At the end of September, the Covid Universal Credit boost of £20 a week will be removed. Confirmed by work and pensions secretary Thérèse Coffey, the Tories have been undeterred by pervasive public and cross-party opposition to the move.
Before the planned withdrawal, Coffey expressed to a committee of MPs that she would be penning a letter to all 6 million Universal Credit claimants, informing them that they would see an “adjustment in their payments”.
As households endure increasing inflation and the prospect of higher unemployment this autumn, the government, which asserts the uplift will no longer be needed as the economy opens up, is endangering working class families’ living standards.
Boris Johnson subsequently confirmed the move, notifying MPs that as restrictions from Covid eased, his intent was to concentrate on pushing people into higher-income jobs. “As we move beyond that, we have to have a different emphasis, and the emphasis has to be on getting people into work and getting people into jobs. That’s what we’re doing,” he told the Commons Liaison Committee, which gathers chairs from assorted subject-specific committees.
Ending the boost would leave unemployed benefits at the lowest level in real terms for three decades, and drive 500,000 people below the poverty line.
Coffey’s remarks are the first time the government has categorically confirmed its aim, planned in the budget in March, to shave off basic Universal Credits to pre-Covid levels in the autumn, indicating the Treasury has won the battle against continuing the uplift.
On Wednesday (7 July), Coffey told MPs the government had honoured its pledge to prolong the uplift for six months. She said that the target of DWP assistance “should be strongly on getting people into work and jobs” now that the economy was opening up.
The notion that families should avoid poverty by getting better-paid jobs illuminates the government’s policy of limiting trade-unionist thought in working class families and sowing the idea that certain work isn’t deserving of a living wage. This cloaks the ongoing exploitation of the working class for the benefit of the ruling classes, revealing why the majority of supermarket workers, who are clearly vital to the functioning of society, do not earn a living wage, to name just one example. In addition to this, supermarket workers have to claim benefits worth billions of pounds every year to survive and eight in 10 supermarkets still pay women less than men. Evidently, the system is not concerned with human need but rather how much profit it can make.
At the first sign of coronavirus-related economic trouble, the Tory government mobilised billions of pounds to support their friends in useless contracts but have done the bare minimum to help impoverished communities, in fact using every opportunity to repress the working class further.
With the cost of living increasing, unemployment rising and benefits reducing, the workforce is being forced to accept wages below the cost of living to drive up the relative surplus value of commodities. Capitalists have always and will always turn to increasing exploitation to avoid diminishing profits. It’s time the working class fights back.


YOUR OBJECTIVE
Retype, without pictures, the line holding "Detect and localize" and each line below it through the final line.

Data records
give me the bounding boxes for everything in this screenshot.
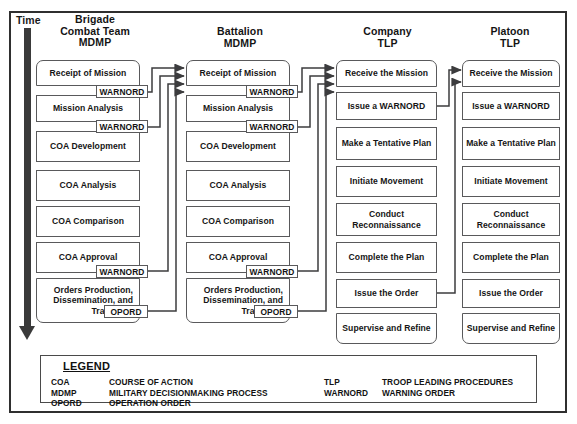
step-box-platoon-7[interactable]: Issue the Order [462, 279, 560, 308]
step-box-battalion-2[interactable]: Mission Analysis [186, 95, 290, 122]
product-tag-battalion-warnord-3[interactable]: WARNORD [246, 265, 298, 278]
step-box-company-2[interactable]: Issue a WARNORD [336, 92, 437, 120]
legend-abbr-warnord: WARNORD [324, 388, 382, 398]
legend-column-left: COA COURSE OF ACTION MDMP MILITARY DECIS… [51, 377, 268, 409]
time-axis-arrow-head [19, 326, 35, 340]
column-header-battalion-line-2: MDMP [185, 38, 295, 50]
column-header-company-line-1: Company [335, 26, 440, 38]
step-box-battalion-4[interactable]: COA Analysis [186, 170, 290, 201]
legend-definition-warnord: WARNING ORDER [382, 388, 455, 398]
legend-abbr-opord: OPORD [51, 398, 109, 408]
step-box-company-7[interactable]: Issue the Order [336, 279, 437, 308]
column-header-battalion: Battalion MDMP [185, 26, 295, 49]
step-box-platoon-8[interactable]: Supervise and Refine [462, 313, 560, 344]
step-box-battalion-5[interactable]: COA Comparison [186, 206, 290, 237]
product-tag-battalion-opord[interactable]: OPORD [254, 305, 298, 318]
column-header-battalion-line-1: Battalion [185, 26, 295, 38]
step-box-brigade-3[interactable]: COA Development [36, 131, 140, 162]
step-box-company-8[interactable]: Supervise and Refine [336, 313, 437, 344]
legend-column-right: TLP TROOP LEADING PROCEDURES WARNORD WAR… [324, 377, 513, 398]
time-axis-arrow-shaft [24, 28, 31, 328]
step-box-brigade-2[interactable]: Mission Analysis [36, 95, 140, 122]
legend-definition-opord: OPERATION ORDER [109, 398, 191, 408]
column-header-brigade-line-1: Brigade [40, 14, 150, 26]
legend-definition-coa: COURSE OF ACTION [109, 377, 193, 387]
step-box-brigade-5[interactable]: COA Comparison [36, 206, 140, 237]
column-header-brigade-line-3: MDMP [40, 37, 150, 49]
product-tag-battalion-warnord-1[interactable]: WARNORD [246, 85, 298, 98]
step-box-company-1[interactable]: Receive the Mission [336, 60, 437, 87]
step-box-company-5[interactable]: Conduct Reconnaissance [336, 203, 437, 236]
product-tag-brigade-opord[interactable]: OPORD [104, 305, 148, 318]
step-box-platoon-4[interactable]: Initiate Movement [462, 166, 560, 197]
step-box-platoon-6[interactable]: Complete the Plan [462, 242, 560, 273]
column-header-company-line-2: TLP [335, 38, 440, 50]
step-box-platoon-5[interactable]: Conduct Reconnaissance [462, 203, 560, 236]
step-box-brigade-1[interactable]: Receipt of Mission [36, 60, 140, 86]
column-header-brigade: Brigade Combat Team MDMP [40, 14, 150, 49]
step-box-platoon-1[interactable]: Receive the Mission [462, 60, 560, 87]
step-box-platoon-3[interactable]: Make a Tentative Plan [462, 127, 560, 160]
legend-row-opord: OPORD OPERATION ORDER [51, 398, 268, 409]
step-box-platoon-2[interactable]: Issue a WARNORD [462, 92, 560, 120]
column-header-platoon: Platoon TLP [460, 26, 560, 49]
step-box-company-4[interactable]: Initiate Movement [336, 166, 437, 197]
legend-row-mdmp: MDMP MILITARY DECISIONMAKING PROCESS [51, 388, 268, 399]
legend-abbr-tlp: TLP [324, 377, 382, 387]
step-box-battalion-1[interactable]: Receipt of Mission [186, 60, 290, 86]
column-header-platoon-line-1: Platoon [460, 26, 560, 38]
column-header-platoon-line-2: TLP [460, 38, 560, 50]
step-box-company-6[interactable]: Complete the Plan [336, 242, 437, 273]
legend-definition-mdmp: MILITARY DECISIONMAKING PROCESS [109, 388, 268, 398]
legend-row-coa: COA COURSE OF ACTION [51, 377, 268, 388]
product-tag-brigade-warnord-3[interactable]: WARNORD [96, 265, 148, 278]
legend-row-warnord: WARNORD WARNING ORDER [324, 388, 513, 399]
product-tag-brigade-warnord-1[interactable]: WARNORD [96, 85, 148, 98]
legend-row-tlp: TLP TROOP LEADING PROCEDURES [324, 377, 513, 388]
legend-title: LEGEND [63, 360, 110, 372]
step-box-battalion-3[interactable]: COA Development [186, 131, 290, 162]
step-box-company-3[interactable]: Make a Tentative Plan [336, 127, 437, 160]
legend-definition-tlp: TROOP LEADING PROCEDURES [382, 377, 513, 387]
product-tag-brigade-warnord-2[interactable]: WARNORD [96, 120, 148, 133]
legend: LEGEND COA COURSE OF ACTION MDMP MILITAR… [40, 355, 537, 403]
column-header-company: Company TLP [335, 26, 440, 49]
product-tag-battalion-warnord-2[interactable]: WARNORD [246, 120, 298, 133]
time-axis-label: Time [16, 14, 41, 26]
legend-abbr-mdmp: MDMP [51, 388, 109, 398]
legend-abbr-coa: COA [51, 377, 109, 387]
diagram-page: Time Brigade Combat Team MDMP Battalion … [0, 0, 577, 424]
step-box-brigade-4[interactable]: COA Analysis [36, 170, 140, 201]
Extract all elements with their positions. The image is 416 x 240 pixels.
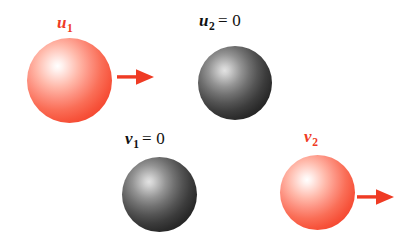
label-v2-subscript: 2 <box>312 136 318 148</box>
label-u2-equals: = 0 <box>215 11 241 30</box>
arrow-right-icon-v2 <box>357 188 395 206</box>
label-v1-equals: = 0 <box>139 129 165 148</box>
sphere-u2 <box>198 46 272 120</box>
sphere-v1 <box>122 157 197 232</box>
label-v1: v1= 0 <box>125 130 165 150</box>
physics-collision-diagram: u1 u2= 0 v1= 0 v2 <box>0 0 416 240</box>
label-v1-variable: v <box>125 129 133 148</box>
sphere-u1 <box>27 38 112 123</box>
label-u1: u1 <box>57 14 73 34</box>
label-v2-variable: v <box>304 127 312 146</box>
label-v2: v2 <box>304 128 318 148</box>
label-u2-variable: u <box>199 11 209 30</box>
label-u2: u2= 0 <box>199 12 241 32</box>
arrow-right-icon-u1 <box>117 68 155 86</box>
label-u1-subscript: 1 <box>67 22 73 34</box>
label-u1-variable: u <box>57 13 67 32</box>
sphere-v2 <box>280 155 355 230</box>
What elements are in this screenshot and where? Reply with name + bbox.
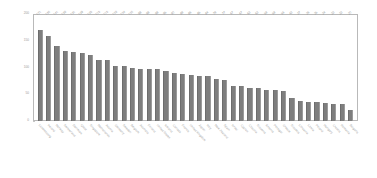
x-axis-slot: Croatia <box>330 123 338 178</box>
y-axis-tick-label: 100 <box>24 66 29 69</box>
bar[interactable] <box>247 88 252 121</box>
bar[interactable] <box>264 90 269 121</box>
bar-slot: 43 <box>288 15 296 121</box>
bar-slot: 171 <box>36 15 44 121</box>
bars-container: 1711601411331311291251151151031041009898… <box>34 15 357 121</box>
bar[interactable] <box>147 69 152 121</box>
x-axis-slot: Italy <box>204 123 212 178</box>
bar[interactable] <box>71 52 76 121</box>
bar[interactable] <box>155 69 160 121</box>
bar-slot: 98 <box>153 15 161 121</box>
x-axis-slot: Belgium <box>128 123 136 178</box>
bar[interactable] <box>214 79 219 121</box>
bar[interactable] <box>340 104 345 121</box>
bar[interactable] <box>314 102 319 121</box>
bar-slot: 33 <box>330 15 338 121</box>
bar[interactable] <box>256 88 261 121</box>
bar[interactable] <box>289 98 294 121</box>
bar-slot: 98 <box>137 15 145 121</box>
y-axis: 200150100500 <box>0 14 33 122</box>
bar[interactable] <box>197 76 202 121</box>
bar[interactable] <box>54 46 59 121</box>
x-axis-slot: Czechia <box>246 123 254 178</box>
y-axis-tick-label: 0 <box>27 119 29 122</box>
y-axis-tick-label: 50 <box>25 93 29 96</box>
x-axis-slot: Austria <box>103 123 111 178</box>
bar-slot: 56 <box>279 15 287 121</box>
bar[interactable] <box>172 73 177 121</box>
bar[interactable] <box>323 103 328 121</box>
bar[interactable] <box>180 74 185 121</box>
bar[interactable] <box>122 66 127 121</box>
bar-slot: 59 <box>271 15 279 121</box>
bar-slot: 89 <box>179 15 187 121</box>
bar[interactable] <box>348 110 353 121</box>
bar[interactable] <box>63 51 68 121</box>
x-axis-slot: Poland <box>313 123 321 178</box>
bar[interactable] <box>281 91 286 121</box>
bar-slot: 37 <box>296 15 304 121</box>
x-axis-slot: Japan <box>195 123 203 178</box>
x-axis-slot: Finland <box>145 123 153 178</box>
x-axis-slot: Norway <box>53 123 61 178</box>
x-axis-slot: Iceland <box>162 123 170 178</box>
bar-slot: 131 <box>70 15 78 121</box>
x-axis-tick-label: Bulgaria <box>348 124 358 134</box>
x-axis-slot: Hungary <box>321 123 329 178</box>
bar[interactable] <box>331 104 336 121</box>
x-axis-slot: Slovakia <box>288 123 296 178</box>
bar-slot: 115 <box>103 15 111 121</box>
bar[interactable] <box>273 90 278 121</box>
x-axis-slot: Germany <box>112 123 120 178</box>
x-axis-slot: Bulgaria <box>346 123 354 178</box>
bar-slot: 125 <box>86 15 94 121</box>
bar-slot: 67 <box>237 15 245 121</box>
bar-slot: 77 <box>221 15 229 121</box>
bar[interactable] <box>222 80 227 121</box>
x-axis-slot: Slovenia <box>254 123 262 178</box>
bar-slot: 129 <box>78 15 86 121</box>
bar-slot: 85 <box>195 15 203 121</box>
bar[interactable] <box>163 71 168 121</box>
x-axis-slot: France <box>179 123 187 178</box>
bar[interactable] <box>189 75 194 121</box>
bar[interactable] <box>80 53 85 121</box>
x-axis-slot: Ireland <box>44 123 52 178</box>
bar[interactable] <box>113 66 118 121</box>
x-axis-slot: Israel <box>229 123 237 178</box>
bar[interactable] <box>88 55 93 121</box>
bar[interactable] <box>138 69 143 121</box>
x-axis: LuxembourgIrelandNorwaySwitzerlandDenmar… <box>34 123 357 178</box>
bar[interactable] <box>306 102 311 121</box>
bar[interactable] <box>205 76 210 121</box>
bar-slot: 103 <box>112 15 120 121</box>
bar-slot: 34 <box>321 15 329 121</box>
x-axis-tick-label: Italy <box>206 124 212 130</box>
x-axis-slot: Singapore <box>86 123 94 178</box>
x-axis-slot: Switzerland <box>61 123 69 178</box>
x-axis-slot: Sweden <box>120 123 128 178</box>
bar-slot: 79 <box>212 15 220 121</box>
x-axis-slot: Greece <box>279 123 287 178</box>
bar[interactable] <box>298 101 303 121</box>
x-axis-slot: Estonia <box>263 123 271 178</box>
bar-chart: 200150100500 171160141133131129125115115… <box>0 0 377 178</box>
bar-slot: 115 <box>95 15 103 121</box>
bar-slot: 141 <box>53 15 61 121</box>
bar-slot: 67 <box>229 15 237 121</box>
bar-slot: 160 <box>44 15 52 121</box>
bar-slot: 33 <box>338 15 346 121</box>
bar-slot: 20 <box>346 15 354 121</box>
x-axis-slot: Spain <box>221 123 229 178</box>
bar[interactable] <box>231 86 236 122</box>
x-axis-slot: United States <box>153 123 161 178</box>
bar[interactable] <box>105 60 110 121</box>
bar-slot: 86 <box>187 15 195 121</box>
bar[interactable] <box>46 36 51 121</box>
x-axis-slot: Lithuania <box>296 123 304 178</box>
x-axis-slot: Luxembourg <box>36 123 44 178</box>
bar[interactable] <box>96 60 101 121</box>
bar[interactable] <box>38 30 43 121</box>
bar[interactable] <box>239 86 244 122</box>
bar[interactable] <box>130 68 135 121</box>
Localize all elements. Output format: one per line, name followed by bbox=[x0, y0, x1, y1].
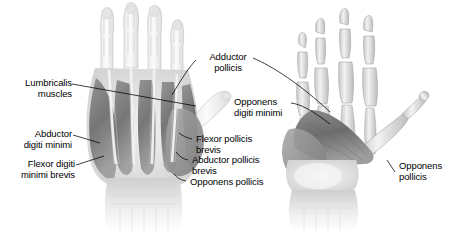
right-hand-deep bbox=[282, 9, 431, 231]
label-abductor-digiti-minimi: Abductor digiti minimi bbox=[4, 128, 72, 150]
left-hand-fingers bbox=[101, 3, 184, 75]
left-hand-wrist bbox=[105, 178, 182, 231]
label-flexor-digiti-minimi-brevis: Flexor digiti minimi brevis bbox=[2, 158, 75, 180]
label-abductor-pollicis-brevis: Abductor pollicis brevis bbox=[192, 154, 278, 176]
right-hand-fingers bbox=[297, 9, 378, 116]
left-hand-superficial bbox=[86, 3, 231, 232]
hand-illustration bbox=[0, 0, 463, 231]
label-flexor-pollicis-brevis: Flexor pollicis brevis bbox=[196, 133, 274, 155]
label-lumbricalis-muscles: Lumbricalis muscles bbox=[8, 77, 72, 99]
right-hand-wrist bbox=[289, 190, 358, 231]
label-opponens-pollicis-right: Opponens pollicis bbox=[399, 160, 459, 182]
leader-opponens-pollicis-right bbox=[387, 160, 395, 172]
label-opponens-digiti-minimi: Opponens digiti minimi bbox=[234, 96, 292, 118]
label-adductor-pollicis: Adductor pollicis bbox=[202, 51, 254, 73]
label-opponens-pollicis-center: Opponens pollicis bbox=[190, 176, 282, 187]
hand-anatomy-figure: Lumbricalis muscles Abductor digiti mini… bbox=[0, 0, 463, 231]
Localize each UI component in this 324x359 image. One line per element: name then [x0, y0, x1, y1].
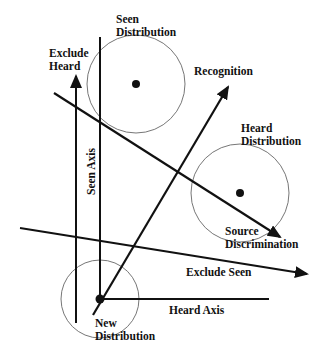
new-distribution-label: New Distribution — [95, 317, 156, 342]
seen-distribution-mean-dot — [132, 80, 140, 88]
diagram-canvas: Seen Distribution Exclude Heard Recognit… — [0, 0, 324, 359]
recognition-label: Recognition — [194, 65, 253, 78]
seen-distribution-label: Seen Distribution — [116, 13, 177, 38]
new-distribution-mean-dot — [96, 295, 105, 304]
heard-distribution-mean-dot — [236, 189, 244, 197]
exclude-seen-label: Exclude Seen — [186, 266, 252, 278]
source-discrimination-label: Source Discrimination — [225, 225, 299, 250]
heard-distribution-label: Heard Distribution — [241, 122, 302, 147]
heard-axis-label: Heard Axis — [169, 304, 225, 316]
exclude-seen-arrow — [20, 228, 307, 274]
exclude-heard-label: Exclude Heard — [49, 47, 92, 72]
seen-axis-label: Seen Axis — [85, 148, 97, 195]
recognition-arrow — [93, 87, 228, 315]
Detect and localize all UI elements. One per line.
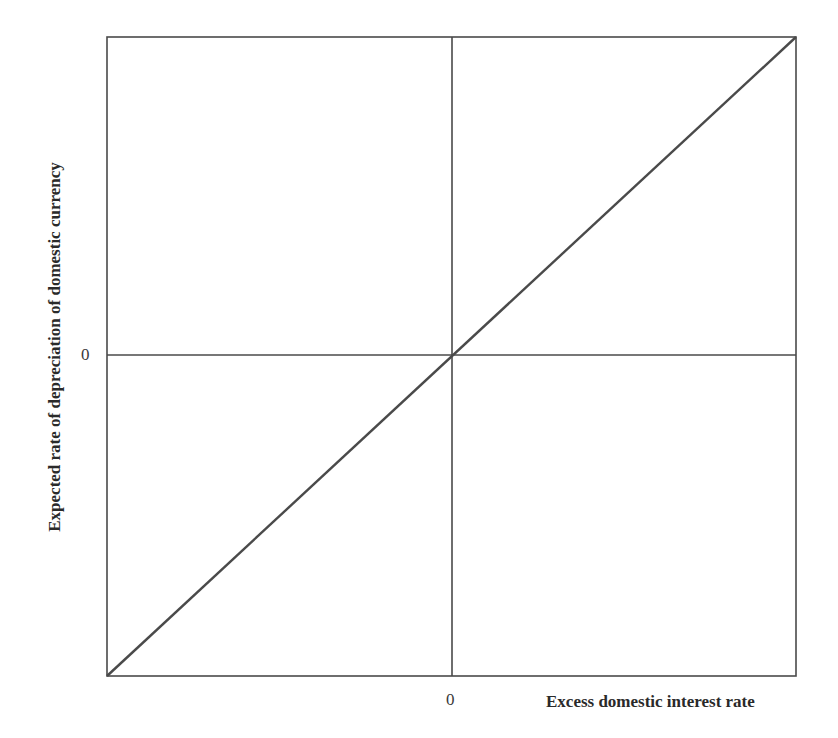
chart-canvas [0,0,838,738]
y-axis-label: Expected rate of depreciation of domesti… [45,162,65,532]
x-axis-tick-zero: 0 [446,690,455,710]
x-axis-label: Excess domestic interest rate [546,692,755,712]
y-axis-tick-zero: 0 [81,345,90,365]
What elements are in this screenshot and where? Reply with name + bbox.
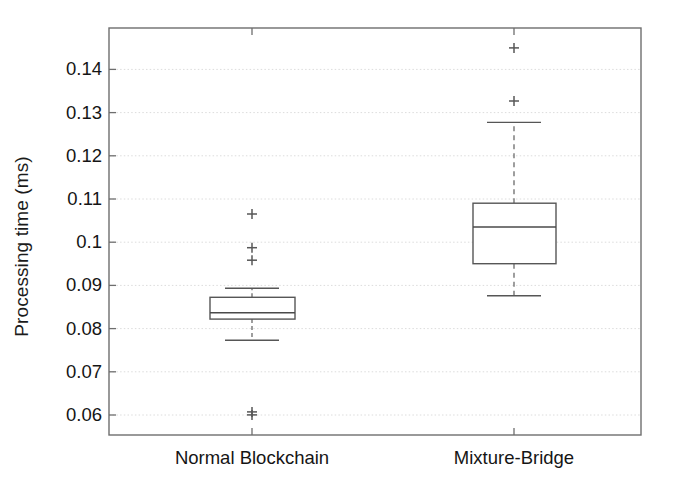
outlier-marker — [509, 96, 519, 106]
box-plot-normal-blockchain[interactable] — [210, 209, 295, 420]
grid-lines — [109, 69, 641, 415]
outlier-marker — [247, 243, 257, 253]
box-iqr — [473, 203, 556, 264]
outlier-markers — [509, 43, 519, 106]
outlier-marker — [247, 209, 257, 219]
outlier-marker — [247, 255, 257, 265]
axes-frame — [109, 28, 641, 435]
box-iqr — [210, 297, 295, 319]
y-axis-ticks — [109, 69, 116, 415]
box-plot-mixture-bridge[interactable] — [473, 43, 556, 296]
plot-canvas — [0, 0, 675, 493]
outlier-marker — [509, 43, 519, 53]
box-plot-figure: Processing time (ms) 0.06 0.07 0.08 0.09… — [0, 0, 675, 493]
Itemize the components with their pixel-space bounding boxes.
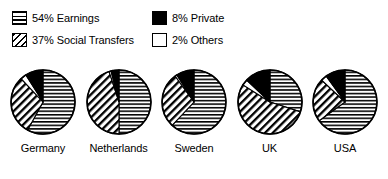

YOUR RESPONSE
Detect and localize all UI elements. One per line.
chart-canvas [0,0,838,738]
y-axis-label: Expected rate of depreciation of domesti… [45,162,65,532]
x-axis-tick-zero: 0 [446,690,455,710]
x-axis-label: Excess domestic interest rate [546,692,755,712]
y-axis-tick-zero: 0 [81,345,90,365]
What elements are in this screenshot and where? Reply with name + bbox.
outlier-marker — [509, 96, 519, 106]
box-plot-normal-blockchain[interactable] — [210, 209, 295, 420]
grid-lines — [109, 69, 641, 415]
outlier-marker — [247, 243, 257, 253]
box-iqr — [473, 203, 556, 264]
outlier-markers — [509, 43, 519, 106]
outlier-marker — [247, 209, 257, 219]
outlier-marker — [247, 255, 257, 265]
axes-frame — [109, 28, 641, 435]
box-iqr — [210, 297, 295, 319]
y-axis-ticks — [109, 69, 116, 415]
box-plot-mixture-bridge[interactable] — [473, 43, 556, 296]
plot-canvas — [0, 0, 675, 493]
outlier-marker — [509, 43, 519, 53]
box-plot-figure: Processing time (ms) 0.06 0.07 0.08 0.09… — [0, 0, 675, 493]
Itemize the components with their pixel-space bounding boxes.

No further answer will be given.